Low Cost Spay Neuter Myths and Facts
I’m here, I’m loving Orlando, and I’m sick as a dog. Which stinks, to put it mildly. So, I’m focusing my energy on things like standing up and walking, but the posts will come. Make sure to check out Facebook and Twitter as well, where I’ll be posting lots of candids. In the meantime, I have a post about a topic we got into a big discussion about a couple of weeks ago:
I loved Dr. Becker’s recent article about whether or not vets should offer spays for below cost. His answer, in a nutshell, is “no”. Mine is too. The responses ran the usual gamut of those who agreed and those who did not, but it got me thinking about the whole idea and how veterinarians are often caught in the middle when trying to explain to owners why prices are the way they are.
Myth: If a low cost facility can spay a dog for $50, you should be able to do it too.
Fact: To understand how a facility can afford to offer a procedure for such a low cost, you need to know what they do in order to make that economically feasible. Do the vets volunteer their time? Do they skip items like intravenous catheters, inhalant anesthesia, or post operative pain medications? If it’s the choice between having it done and not having it done, many people are fine with that. But in my clinic, if I’m taking a pet under my care, I feel obligated to do the procedure as safely as I can, and that involves pricier things like blood pressure monitoring and post-operative opiods. That’s expensive.
Not to say some low cost clinics don’t offer those things- they might. But many don’t, and it’s good to know what you’re signing up for.
Myth: Low cost = poor care.
Fact: Not necessarily. In fact, most of the low cost places I know in our area staff their clinics with the best vets. You have to be a good surgeon to complete that volume of surgery in a short amount of time. Less experienced vets are slower in surgery. They just are.
Many of these places subsidize their cost through fundraising and grants. I worked at a clinic that accepted county vouchers for $80 spays, and also performed spays for clients for the real cost of $250. The pets received the exact same high quality care with gas anesthesia, IV catheters, and dedicated monitoring, but one group received a subsidized cost. It was a 24 hour clinic that utilized the downtime by having the vet do those subsidized procedures at 2 am when nothing else was going on.
Myth: Complication rates are higher at low cost facilites.
Fact: Not necessarily. I don’t know of any specific data to show this one way or the other. It’s not about the rate of complications so much as what happens if there is a complication. If a pet has an adverse reaction to anesthesia- something that can’t be predicted- does the facility have the staff and resources to provide emergency care?
When your pet goes home that night and chews out the sutures, who do you call? If your pet licks the incision and it gets infected, who covers the cost of the antibiotics? Much of the time, owners are on their own.
The truth is, low-cost facilities perform an important service for people who cannot afford the more traditional costs associated with such a complicated procedure. They do this in a variety of ways, and for that I am glad. But that doesn’t mean a traditional clinic can take advantage of those same cost cutting measures and still stay solvent. It’s comparing apples and oranges.
So who should pay?
The one continuing refrain I always hear in these arguments, and this is the one that really gets to me, is “vets owe it to the community to take a bath on pricing, because they love pets/overpopulation is a big problem/the economy stinks.”
Now, it’s nice when vets offer their services at a discount- and trust me, every vet I know eats costs left and right for things they really shouldn’t because we feel badly and want to help. But is it an obligation? Many children suffer from a lack of proper dental care, but no one seems to be beating up on their local dentist for not doing more (nor should they.) Grocery stores aren’t lambasted for not giving food away to needy families. It’s easy to point fingers at the obvious target when someone can’t afford what they need, but there is a limit to what any one person or business can do. If there are no profits, there is no clinic.
One emergency facility I worked at had a list in the office of places people could call to ask for financial assistance for their pet. As the vet in charge of the case, I was in charge of helping people fund their care. I spent hours helping people try to find funds, and nine times out of ten instead of being happy, those people would be angry that they weren’t getting more. I consider myself a compassionate person, but I have to be honest: over time this sort of thing can burn a person out. It just does.
Low cost spay/neuter clinics have their place, and they do good work. I am glad they are there. But I could do without the idea that the provision of veterinary care is a right to all owners upon request, and an obligation of the provider to give said care without expectation of being paid a fair wage. The burden of care, at the end of the day, must lie with the owner.
What do you think? Have you ever used (or those in the field, worked at) a low cost clinic? Think it’s equivalent to a standard clinic?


▶ EXERCISE INSTRUCTIONS
Scan the listing below and copy every line holding "image".

▶ GIVEN RECORDS
---+---
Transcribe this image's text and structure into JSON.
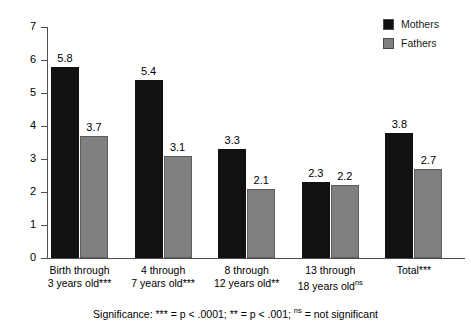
{
  "chart_data": {
    "type": "bar",
    "title": "",
    "xlabel": "",
    "ylabel": "",
    "ylim": [
      0,
      7
    ],
    "yticks": [
      "0",
      "1",
      "2",
      "3",
      "4",
      "5",
      "6",
      "7"
    ],
    "grid": false,
    "legend_position": "top-right",
    "categories": [
      "Birth through 3 years old***",
      "4 through 7 years old***",
      "8 through 12 years old**",
      "13 through 18 years old",
      "Total***"
    ],
    "category_lines": [
      {
        "line1": "Birth through",
        "line2": "3 years old***",
        "sup": ""
      },
      {
        "line1": "4 through",
        "line2": "7 years old***",
        "sup": ""
      },
      {
        "line1": "8 through",
        "line2": "12 years old**",
        "sup": ""
      },
      {
        "line1": "13 through",
        "line2": "18 years old",
        "sup": "ns"
      },
      {
        "line1": "Total***",
        "line2": "",
        "sup": ""
      }
    ],
    "series": [
      {
        "name": "Mothers",
        "color": "#111111",
        "values": [
          5.8,
          5.4,
          3.3,
          2.3,
          3.8
        ]
      },
      {
        "name": "Fathers",
        "color": "#808080",
        "values": [
          3.7,
          3.1,
          2.1,
          2.2,
          2.7
        ]
      }
    ],
    "value_labels": {
      "mothers": [
        "5.8",
        "5.4",
        "3.3",
        "2.3",
        "3.8"
      ],
      "fathers": [
        "3.7",
        "3.1",
        "2.1",
        "2.2",
        "2.7"
      ]
    },
    "annotations": {
      "footnote_prefix": "Significance: *** = p < .0001; ** = p < .001; ",
      "footnote_sup": "ns",
      "footnote_suffix": " = not significant"
    }
  },
  "legend": {
    "items": [
      {
        "label": "Mothers",
        "color": "#111111"
      },
      {
        "label": "Fathers",
        "color": "#808080"
      }
    ]
  }
}
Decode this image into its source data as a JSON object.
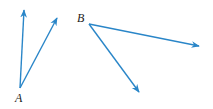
{
  "diagram": {
    "type": "angles",
    "ray_color": "#2a86c8",
    "angles": [
      {
        "vertex_label": "A",
        "vertex": [
          20,
          88
        ],
        "rays": [
          [
            24,
            10
          ],
          [
            57,
            18
          ]
        ],
        "label_pos": [
          15,
          102
        ]
      },
      {
        "vertex_label": "B",
        "vertex": [
          89,
          24
        ],
        "rays": [
          [
            199,
            46
          ],
          [
            139,
            92
          ]
        ],
        "label_pos": [
          77,
          22
        ]
      }
    ]
  }
}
---+---
▶ COMPLETED EXERCISE
Transcribe this image's text and structure into JSON.
Decode this image into its source data as a JSON object.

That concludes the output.